His funeral-planning Web site Sokna, which means tranquility in Arabic, launched in 2019 as a one-stop shop that can ease some of the pressures after a death, be it arranging body preparation, shrouding, transport or the placing of obituaries.
Customer Noha Ibrahim, 55, said Sokna had made the aftermath of her father’s sudden death more smooth and peaceful.
“They took care of every single thing starting from securing the burial permit, the new and well-equipped van, managing transportation from the hospital to the mosque then to the cemetery,” said Ibrahim, who read about Sokna on Facebook.
While Sokna now has about 3,000 customers and 76 employees, Gaballah said he has seen countless digital start-ups crash and burn, largely due to scant funding and poor Internet connections.
“Tech giants like Facebook, Twitter and Instagram have all the attributes required to have exponential growth,” he said.
Yet Gaballah said none has his local expertise or insight.
“Most local entrepreneurs solve problems that they have already experienced themselves,” he said.
ORAL CULTURES
Another factor driving local innovation is language, said Ndongmo, especially in a continent with more than 2,000 of them.
Malian developer Mamadou Sidibe witnessed the power of communication in indigenous languages when he launched his “vocal social network” service, Lenali, in 2017.
It lets users message via voice notes that can be attached to images, helping informal traders consume news and information and sell products online.
A simple tool, it opened new horizons for many in Mali, helping the isolated and illiterate find a voice, and bringing opportunities to small businesses cut off from new markets.
“We have an oral culture and more than 100 dialects,” Sidibe said. “One of the ways to be innovative is not to copy what is done in Europe or the US — in general, we need to adapt everything to our own cultural reality.”
Fewer than one-third of Malians can read and write, the World Bank says.
Lenali has been downloaded 150,000 times in 118 countries from Brazil to Sri Lanka to Russia, Sidibe said.

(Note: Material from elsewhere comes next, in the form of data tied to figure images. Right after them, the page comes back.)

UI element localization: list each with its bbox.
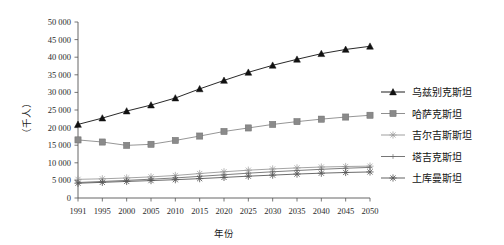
y-tick-label: 30 000	[48, 87, 71, 97]
y-tick-label: 40 000	[48, 52, 71, 62]
data-point-marker	[75, 137, 81, 143]
data-point-marker	[391, 154, 396, 159]
y-tick-label: 35 000	[48, 70, 71, 80]
legend-item[interactable]: 土库曼斯坦	[381, 172, 462, 184]
legend-label: 吉尔吉斯斯坦	[412, 129, 472, 141]
chart-legend: 乌兹别克斯坦哈萨克斯坦吉尔吉斯斯坦塔吉克斯坦土库曼斯坦	[381, 86, 472, 184]
data-point-marker	[367, 112, 373, 118]
data-point-marker	[245, 125, 251, 131]
data-point-marker	[197, 133, 203, 139]
x-tick-label: 2015	[191, 206, 208, 216]
x-axis-tick-labels: 1991199520002005201020152020202520302035…	[70, 206, 379, 216]
y-tick-label: 25 000	[48, 105, 71, 115]
x-tick-label: 2035	[289, 206, 306, 216]
legend-item[interactable]: 乌兹别克斯坦	[381, 86, 472, 98]
data-point-marker	[172, 176, 179, 183]
y-tick-label: 20 000	[48, 123, 71, 133]
data-point-marker	[366, 168, 373, 175]
y-tick-label: 10 000	[48, 158, 71, 168]
x-tick-label: 2000	[118, 206, 135, 216]
data-point-marker	[196, 175, 203, 182]
y-tick-label: 50 000	[48, 17, 71, 27]
y-axis-tick-labels: 05 00010 00015 00020 00025 00030 00035 0…	[48, 17, 71, 203]
y-tick-label: 0	[67, 193, 71, 203]
legend-item[interactable]: 塔吉克斯坦	[381, 151, 462, 163]
y-tick-label: 15 000	[48, 140, 71, 150]
line-chart: 05 00010 00015 00020 00025 00030 00035 0…	[0, 0, 504, 245]
data-point-marker	[293, 170, 300, 177]
x-tick-label: 1995	[94, 206, 111, 216]
data-point-marker	[343, 114, 349, 120]
legend-item[interactable]: 吉尔吉斯斯坦	[381, 129, 472, 141]
data-point-marker	[221, 77, 228, 83]
data-point-marker	[367, 43, 374, 49]
x-tick-label: 2025	[240, 206, 257, 216]
legend-label: 塔吉克斯坦	[412, 151, 462, 163]
data-point-marker	[389, 131, 396, 138]
data-point-marker	[318, 116, 324, 122]
x-tick-label: 2010	[167, 206, 184, 216]
data-point-marker	[124, 142, 130, 148]
x-tick-label: 2005	[143, 206, 160, 216]
data-point-marker	[342, 169, 349, 176]
x-tick-label: 1991	[70, 206, 87, 216]
data-point-marker	[269, 172, 276, 179]
data-point-marker	[270, 121, 276, 127]
data-point-marker	[220, 174, 227, 181]
data-point-marker	[172, 95, 179, 101]
x-tick-label: 2045	[337, 206, 354, 216]
data-point-marker	[221, 128, 227, 134]
legend-item[interactable]: 哈萨克斯坦	[381, 108, 462, 120]
data-point-marker	[99, 179, 106, 186]
legend-label: 乌兹别克斯坦	[412, 86, 472, 98]
y-tick-label: 45 000	[48, 35, 71, 45]
data-point-marker	[390, 110, 396, 116]
chart-figure: 05 00010 00015 00020 00025 00030 00035 0…	[0, 0, 504, 245]
data-point-marker	[318, 170, 325, 177]
series-filled-square	[75, 112, 373, 148]
data-point-marker	[245, 173, 252, 180]
data-point-marker	[123, 178, 130, 185]
x-tick-label: 2040	[313, 206, 330, 216]
legend-label: 哈萨克斯坦	[412, 108, 462, 120]
y-axis-title: （千人）	[21, 98, 32, 138]
legend-label: 土库曼斯坦	[412, 172, 462, 184]
data-point-marker	[74, 180, 81, 187]
y-tick-label: 5 000	[52, 175, 71, 185]
x-tick-label: 2020	[216, 206, 233, 216]
x-tick-label: 2050	[362, 206, 379, 216]
data-point-marker	[148, 141, 154, 147]
series-layer	[74, 43, 373, 187]
x-axis-title: 年份	[214, 228, 234, 239]
x-tick-label: 2030	[264, 206, 281, 216]
data-point-marker	[147, 177, 154, 184]
series-filled-triangle	[75, 43, 374, 127]
data-point-marker	[196, 85, 203, 91]
data-point-marker	[99, 139, 105, 145]
series-line	[78, 46, 370, 124]
data-point-marker	[172, 137, 178, 143]
data-point-marker	[389, 174, 396, 181]
data-point-marker	[294, 119, 300, 125]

“We also teach literacy courses on the app. Our goal is not to maintain low literacy — our goal is to make teaching, tech and business accessible,” Sidibe said of his ad-backed platform.
DATA SOVEREIGNTY
Big tech has come under fire for harvesting and selling users’ data from the world’s main central bank umbrella group, the Bank for International Settlements, as well as activists against algorithmic bias and racism.
This is an opportunity for local innovators to do things differently, said Melo, who has fought in court for more than a decade to protect whistle-blowers’ data, despite the government repeatedly demanding JamiiForums hand it over.

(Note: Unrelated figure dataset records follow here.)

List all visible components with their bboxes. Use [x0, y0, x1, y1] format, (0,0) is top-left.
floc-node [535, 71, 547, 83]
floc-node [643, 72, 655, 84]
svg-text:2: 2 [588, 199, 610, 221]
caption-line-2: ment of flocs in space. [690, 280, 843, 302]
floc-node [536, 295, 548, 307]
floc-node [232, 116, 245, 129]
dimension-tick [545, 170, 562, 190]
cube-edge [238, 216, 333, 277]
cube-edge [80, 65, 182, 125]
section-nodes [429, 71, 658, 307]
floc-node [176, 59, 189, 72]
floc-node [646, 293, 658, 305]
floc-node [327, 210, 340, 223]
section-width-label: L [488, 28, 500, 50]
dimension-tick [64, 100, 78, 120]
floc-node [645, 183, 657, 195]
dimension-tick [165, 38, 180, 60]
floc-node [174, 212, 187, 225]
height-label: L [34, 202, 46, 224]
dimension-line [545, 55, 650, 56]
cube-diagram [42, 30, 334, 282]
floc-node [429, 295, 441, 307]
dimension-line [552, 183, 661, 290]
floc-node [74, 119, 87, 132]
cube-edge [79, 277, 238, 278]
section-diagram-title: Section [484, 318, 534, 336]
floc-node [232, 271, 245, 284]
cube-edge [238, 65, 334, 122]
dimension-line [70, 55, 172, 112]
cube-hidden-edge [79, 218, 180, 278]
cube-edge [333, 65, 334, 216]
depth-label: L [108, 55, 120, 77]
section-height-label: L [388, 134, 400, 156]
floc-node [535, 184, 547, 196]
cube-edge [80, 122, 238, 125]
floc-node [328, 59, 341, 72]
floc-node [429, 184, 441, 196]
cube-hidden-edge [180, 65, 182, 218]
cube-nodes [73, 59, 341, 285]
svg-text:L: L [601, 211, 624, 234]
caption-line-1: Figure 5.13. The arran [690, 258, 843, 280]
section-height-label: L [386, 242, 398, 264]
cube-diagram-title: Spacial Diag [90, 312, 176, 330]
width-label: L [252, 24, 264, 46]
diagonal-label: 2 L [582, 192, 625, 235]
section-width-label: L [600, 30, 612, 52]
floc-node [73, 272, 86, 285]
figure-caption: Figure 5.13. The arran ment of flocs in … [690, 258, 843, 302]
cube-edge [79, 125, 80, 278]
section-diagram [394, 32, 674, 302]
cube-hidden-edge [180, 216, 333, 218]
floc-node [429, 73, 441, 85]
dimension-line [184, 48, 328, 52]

Ndongmo said government crackdowns on online resistance are her biggest fear for the future of Africa’s innovation.
“You cannot innovate around repressive policy,” she said.
Melo has racked up 159 court challenges by Tanzania’s government for exposing corruption, but his refusal to buckle has paid off.

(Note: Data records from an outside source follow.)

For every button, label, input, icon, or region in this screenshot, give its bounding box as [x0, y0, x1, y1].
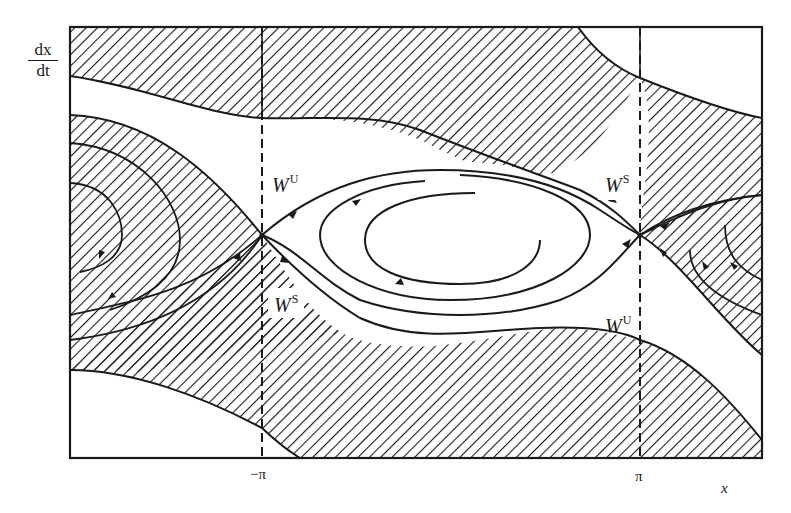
x-tick-pi: π: [635, 468, 643, 485]
x-axis-label: x: [721, 480, 728, 497]
y-axis-denominator: dt: [28, 61, 58, 80]
x-tick-neg-pi: −π: [250, 466, 266, 483]
manifold-label-ws-left: WS: [274, 292, 298, 317]
y-axis-label: dx dt: [28, 40, 58, 80]
manifold-label-ws-right: WS: [605, 172, 629, 197]
manifold-label-wu-right: WU: [605, 313, 631, 338]
y-axis-numerator: dx: [28, 40, 58, 61]
manifold-label-wu-left: WU: [272, 172, 298, 197]
phase-portrait-diagram: [0, 0, 791, 513]
saddle-point-left: [260, 233, 265, 238]
saddle-point-right: [638, 233, 643, 238]
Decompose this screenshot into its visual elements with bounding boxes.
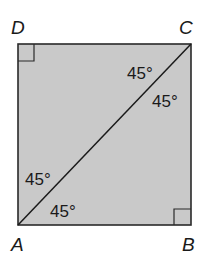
vertex-label-a: A <box>10 234 24 255</box>
square-diagonal-diagram: D C A B 45° 45° 45° 45° <box>0 0 206 263</box>
vertex-label-c: C <box>179 17 193 38</box>
angle-label-a-upper: 45° <box>25 170 51 189</box>
angle-label-a-lower: 45° <box>50 202 76 221</box>
vertex-label-d: D <box>11 17 25 38</box>
vertex-label-b: B <box>182 234 195 255</box>
angle-label-c-lower: 45° <box>152 92 178 111</box>
angle-label-c-upper: 45° <box>127 64 153 83</box>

New leadership in Tanzania has opened consultations with him to draft frameworks that would better protect free speech.
Creating room for digital innovation does not mean that platforms should go unmonitored, said Sidibe, who employs a handful of people to check every Lenali post to root out hate speech, porn or danger.
Like JamiiForums, Lenali follows strict policies to protect users’ data rights and ensure their privacy.
“Big tech companies are interested in big data so that they can do business with your data ... they are interested in profit, not truth,” Melo said.
There is nothing wrong with profiting, but not at users’ expense if Africa’s wave of start-ups is to endure, thrive and take its place at the table alongside big tech, he said.
“It’s about the content you create, not about how much we can generate from you. It’s about the kind of information you can put on the platform to help others,” Melo said.